Exercise material below:

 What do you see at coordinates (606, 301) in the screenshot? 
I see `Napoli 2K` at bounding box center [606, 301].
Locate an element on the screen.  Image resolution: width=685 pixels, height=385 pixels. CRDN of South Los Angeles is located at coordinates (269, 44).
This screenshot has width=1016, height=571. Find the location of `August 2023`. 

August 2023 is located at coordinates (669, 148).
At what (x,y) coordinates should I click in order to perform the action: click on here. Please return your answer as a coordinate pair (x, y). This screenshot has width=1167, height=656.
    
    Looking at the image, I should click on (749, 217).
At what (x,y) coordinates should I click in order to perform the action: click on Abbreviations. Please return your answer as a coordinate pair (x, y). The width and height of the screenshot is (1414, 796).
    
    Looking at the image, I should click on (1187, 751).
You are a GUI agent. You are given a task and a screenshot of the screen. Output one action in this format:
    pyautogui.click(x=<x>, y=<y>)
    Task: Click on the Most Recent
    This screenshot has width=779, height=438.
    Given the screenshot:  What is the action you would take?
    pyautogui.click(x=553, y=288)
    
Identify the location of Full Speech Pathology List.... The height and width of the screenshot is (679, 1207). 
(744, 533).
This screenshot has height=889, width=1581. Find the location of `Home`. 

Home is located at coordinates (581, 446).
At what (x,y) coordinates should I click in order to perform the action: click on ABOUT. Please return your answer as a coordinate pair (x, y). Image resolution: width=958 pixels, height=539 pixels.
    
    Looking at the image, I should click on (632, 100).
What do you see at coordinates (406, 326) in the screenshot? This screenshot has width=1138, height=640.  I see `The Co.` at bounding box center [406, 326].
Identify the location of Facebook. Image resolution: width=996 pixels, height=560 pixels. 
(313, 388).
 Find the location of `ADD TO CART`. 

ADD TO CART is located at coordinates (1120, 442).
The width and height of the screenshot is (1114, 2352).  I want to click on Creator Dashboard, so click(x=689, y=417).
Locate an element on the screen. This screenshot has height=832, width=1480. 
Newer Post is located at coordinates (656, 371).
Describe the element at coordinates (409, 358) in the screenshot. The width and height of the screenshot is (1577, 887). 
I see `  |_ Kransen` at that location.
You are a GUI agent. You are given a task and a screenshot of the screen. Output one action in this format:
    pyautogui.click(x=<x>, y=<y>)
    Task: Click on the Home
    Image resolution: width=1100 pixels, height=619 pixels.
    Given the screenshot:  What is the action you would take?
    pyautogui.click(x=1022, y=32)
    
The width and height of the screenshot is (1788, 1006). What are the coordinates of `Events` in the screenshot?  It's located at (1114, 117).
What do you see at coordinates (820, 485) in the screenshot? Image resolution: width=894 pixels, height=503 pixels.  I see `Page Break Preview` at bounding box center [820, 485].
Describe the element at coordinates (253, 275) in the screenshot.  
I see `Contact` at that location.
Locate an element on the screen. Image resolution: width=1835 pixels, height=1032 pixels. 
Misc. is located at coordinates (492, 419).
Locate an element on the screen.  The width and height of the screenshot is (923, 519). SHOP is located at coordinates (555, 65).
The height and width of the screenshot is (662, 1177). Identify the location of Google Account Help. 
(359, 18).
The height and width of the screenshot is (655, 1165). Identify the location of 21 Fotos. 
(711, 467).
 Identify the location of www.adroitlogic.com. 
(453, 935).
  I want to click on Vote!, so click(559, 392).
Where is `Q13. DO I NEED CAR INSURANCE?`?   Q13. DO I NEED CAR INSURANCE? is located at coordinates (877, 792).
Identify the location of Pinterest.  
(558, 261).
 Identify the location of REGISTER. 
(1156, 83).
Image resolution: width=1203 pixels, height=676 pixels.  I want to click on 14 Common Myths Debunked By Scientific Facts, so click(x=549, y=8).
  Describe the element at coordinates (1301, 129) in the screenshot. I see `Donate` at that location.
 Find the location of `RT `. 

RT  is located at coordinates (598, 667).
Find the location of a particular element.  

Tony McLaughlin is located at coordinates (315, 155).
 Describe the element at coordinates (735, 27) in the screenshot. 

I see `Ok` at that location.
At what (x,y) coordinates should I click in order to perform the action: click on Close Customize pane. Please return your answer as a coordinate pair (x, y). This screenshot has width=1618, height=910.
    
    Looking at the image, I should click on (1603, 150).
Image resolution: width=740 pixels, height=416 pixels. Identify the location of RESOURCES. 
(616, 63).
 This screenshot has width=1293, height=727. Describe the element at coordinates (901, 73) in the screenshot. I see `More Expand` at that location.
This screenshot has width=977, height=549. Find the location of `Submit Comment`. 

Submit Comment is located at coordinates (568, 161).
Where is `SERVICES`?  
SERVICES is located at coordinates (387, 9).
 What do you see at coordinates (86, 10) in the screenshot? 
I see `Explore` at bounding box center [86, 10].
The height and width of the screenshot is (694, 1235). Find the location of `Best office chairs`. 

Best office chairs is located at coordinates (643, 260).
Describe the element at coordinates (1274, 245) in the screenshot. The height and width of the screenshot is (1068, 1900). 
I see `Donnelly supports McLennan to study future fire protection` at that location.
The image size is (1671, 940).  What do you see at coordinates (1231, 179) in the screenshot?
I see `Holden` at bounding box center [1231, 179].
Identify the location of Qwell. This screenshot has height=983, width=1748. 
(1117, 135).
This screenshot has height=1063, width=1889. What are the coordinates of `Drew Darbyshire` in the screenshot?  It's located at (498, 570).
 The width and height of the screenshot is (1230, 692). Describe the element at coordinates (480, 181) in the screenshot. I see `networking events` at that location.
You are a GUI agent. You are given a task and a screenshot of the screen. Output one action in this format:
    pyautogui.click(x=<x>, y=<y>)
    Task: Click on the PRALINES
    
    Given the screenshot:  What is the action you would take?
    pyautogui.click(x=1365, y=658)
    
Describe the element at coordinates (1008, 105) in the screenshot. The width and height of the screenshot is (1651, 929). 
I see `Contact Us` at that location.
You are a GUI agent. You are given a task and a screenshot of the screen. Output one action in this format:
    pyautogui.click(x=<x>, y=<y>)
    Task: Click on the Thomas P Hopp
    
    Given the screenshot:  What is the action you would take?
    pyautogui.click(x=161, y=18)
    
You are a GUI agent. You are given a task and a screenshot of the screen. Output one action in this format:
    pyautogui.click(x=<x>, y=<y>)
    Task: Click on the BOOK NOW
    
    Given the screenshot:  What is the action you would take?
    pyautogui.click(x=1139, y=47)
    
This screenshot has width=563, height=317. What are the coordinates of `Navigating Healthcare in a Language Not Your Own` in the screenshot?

End of Exercise material.

Directions
All of the data above needs to be written out exactly.

Reply to the task
 What do you see at coordinates (606, 301) in the screenshot? 
I see `Napoli 2K` at bounding box center [606, 301].
Locate an element on the screen.  Image resolution: width=685 pixels, height=385 pixels. CRDN of South Los Angeles is located at coordinates (269, 44).
This screenshot has width=1016, height=571. Find the location of `August 2023`. 

August 2023 is located at coordinates (669, 148).
At what (x,y) coordinates should I click in order to perform the action: click on here. Please return your answer as a coordinate pair (x, y). This screenshot has width=1167, height=656.
    
    Looking at the image, I should click on (749, 217).
At what (x,y) coordinates should I click in order to perform the action: click on Abbreviations. Please return your answer as a coordinate pair (x, y). The width and height of the screenshot is (1414, 796).
    
    Looking at the image, I should click on (1187, 751).
You are a GUI agent. You are given a task and a screenshot of the screen. Output one action in this format:
    pyautogui.click(x=<x>, y=<y>)
    Task: Click on the Most Recent
    This screenshot has width=779, height=438.
    Given the screenshot:  What is the action you would take?
    pyautogui.click(x=553, y=288)
    
Identify the location of Full Speech Pathology List.... The height and width of the screenshot is (679, 1207). 
(744, 533).
This screenshot has height=889, width=1581. Find the location of `Home`. 

Home is located at coordinates (581, 446).
At what (x,y) coordinates should I click in order to perform the action: click on ABOUT. Please return your answer as a coordinate pair (x, y). Image resolution: width=958 pixels, height=539 pixels.
    
    Looking at the image, I should click on (632, 100).
What do you see at coordinates (406, 326) in the screenshot? This screenshot has width=1138, height=640.  I see `The Co.` at bounding box center [406, 326].
Identify the location of Facebook. Image resolution: width=996 pixels, height=560 pixels. 
(313, 388).
 Find the location of `ADD TO CART`. 

ADD TO CART is located at coordinates (1120, 442).
The width and height of the screenshot is (1114, 2352).  I want to click on Creator Dashboard, so click(x=689, y=417).
Locate an element on the screen. This screenshot has height=832, width=1480. 
Newer Post is located at coordinates (656, 371).
Describe the element at coordinates (409, 358) in the screenshot. The width and height of the screenshot is (1577, 887). 
I see `  |_ Kransen` at that location.
You are a GUI agent. You are given a task and a screenshot of the screen. Output one action in this format:
    pyautogui.click(x=<x>, y=<y>)
    Task: Click on the Home
    Image resolution: width=1100 pixels, height=619 pixels.
    Given the screenshot:  What is the action you would take?
    pyautogui.click(x=1022, y=32)
    
The width and height of the screenshot is (1788, 1006). What are the coordinates of `Events` in the screenshot?  It's located at (1114, 117).
What do you see at coordinates (820, 485) in the screenshot? Image resolution: width=894 pixels, height=503 pixels.  I see `Page Break Preview` at bounding box center [820, 485].
Describe the element at coordinates (253, 275) in the screenshot.  
I see `Contact` at that location.
Locate an element on the screen. Image resolution: width=1835 pixels, height=1032 pixels. 
Misc. is located at coordinates (492, 419).
Locate an element on the screen.  The width and height of the screenshot is (923, 519). SHOP is located at coordinates (555, 65).
The height and width of the screenshot is (662, 1177). Identify the location of Google Account Help. 
(359, 18).
The height and width of the screenshot is (655, 1165). Identify the location of 21 Fotos. 
(711, 467).
 Identify the location of www.adroitlogic.com. 
(453, 935).
  I want to click on Vote!, so click(559, 392).
Where is `Q13. DO I NEED CAR INSURANCE?`?   Q13. DO I NEED CAR INSURANCE? is located at coordinates (877, 792).
Identify the location of Pinterest.  
(558, 261).
 Identify the location of REGISTER. 
(1156, 83).
Image resolution: width=1203 pixels, height=676 pixels.  I want to click on 14 Common Myths Debunked By Scientific Facts, so click(x=549, y=8).
  Describe the element at coordinates (1301, 129) in the screenshot. I see `Donate` at that location.
 Find the location of `RT `. 

RT  is located at coordinates (598, 667).
Find the location of a particular element.  

Tony McLaughlin is located at coordinates (315, 155).
 Describe the element at coordinates (735, 27) in the screenshot. 

I see `Ok` at that location.
At what (x,y) coordinates should I click in order to perform the action: click on Close Customize pane. Please return your answer as a coordinate pair (x, y). This screenshot has width=1618, height=910.
    
    Looking at the image, I should click on (1603, 150).
Image resolution: width=740 pixels, height=416 pixels. Identify the location of RESOURCES. 
(616, 63).
 This screenshot has width=1293, height=727. Describe the element at coordinates (901, 73) in the screenshot. I see `More Expand` at that location.
This screenshot has width=977, height=549. Find the location of `Submit Comment`. 

Submit Comment is located at coordinates (568, 161).
Where is `SERVICES`?  
SERVICES is located at coordinates (387, 9).
 What do you see at coordinates (86, 10) in the screenshot? 
I see `Explore` at bounding box center [86, 10].
The height and width of the screenshot is (694, 1235). Find the location of `Best office chairs`. 

Best office chairs is located at coordinates (643, 260).
Describe the element at coordinates (1274, 245) in the screenshot. The height and width of the screenshot is (1068, 1900). 
I see `Donnelly supports McLennan to study future fire protection` at that location.
The image size is (1671, 940).  What do you see at coordinates (1231, 179) in the screenshot?
I see `Holden` at bounding box center [1231, 179].
Identify the location of Qwell. This screenshot has height=983, width=1748. 
(1117, 135).
This screenshot has height=1063, width=1889. What are the coordinates of `Drew Darbyshire` in the screenshot?  It's located at (498, 570).
 The width and height of the screenshot is (1230, 692). Describe the element at coordinates (480, 181) in the screenshot. I see `networking events` at that location.
You are a GUI agent. You are given a task and a screenshot of the screen. Output one action in this format:
    pyautogui.click(x=<x>, y=<y>)
    Task: Click on the PRALINES
    
    Given the screenshot:  What is the action you would take?
    pyautogui.click(x=1365, y=658)
    
Describe the element at coordinates (1008, 105) in the screenshot. The width and height of the screenshot is (1651, 929). 
I see `Contact Us` at that location.
You are a GUI agent. You are given a task and a screenshot of the screen. Output one action in this format:
    pyautogui.click(x=<x>, y=<y>)
    Task: Click on the Thomas P Hopp
    
    Given the screenshot:  What is the action you would take?
    pyautogui.click(x=161, y=18)
    
You are a GUI agent. You are given a task and a screenshot of the screen. Output one action in this format:
    pyautogui.click(x=<x>, y=<y>)
    Task: Click on the BOOK NOW
    
    Given the screenshot:  What is the action you would take?
    pyautogui.click(x=1139, y=47)
    
This screenshot has width=563, height=317. What are the coordinates of `Navigating Healthcare in a Language Not Your Own` in the screenshot?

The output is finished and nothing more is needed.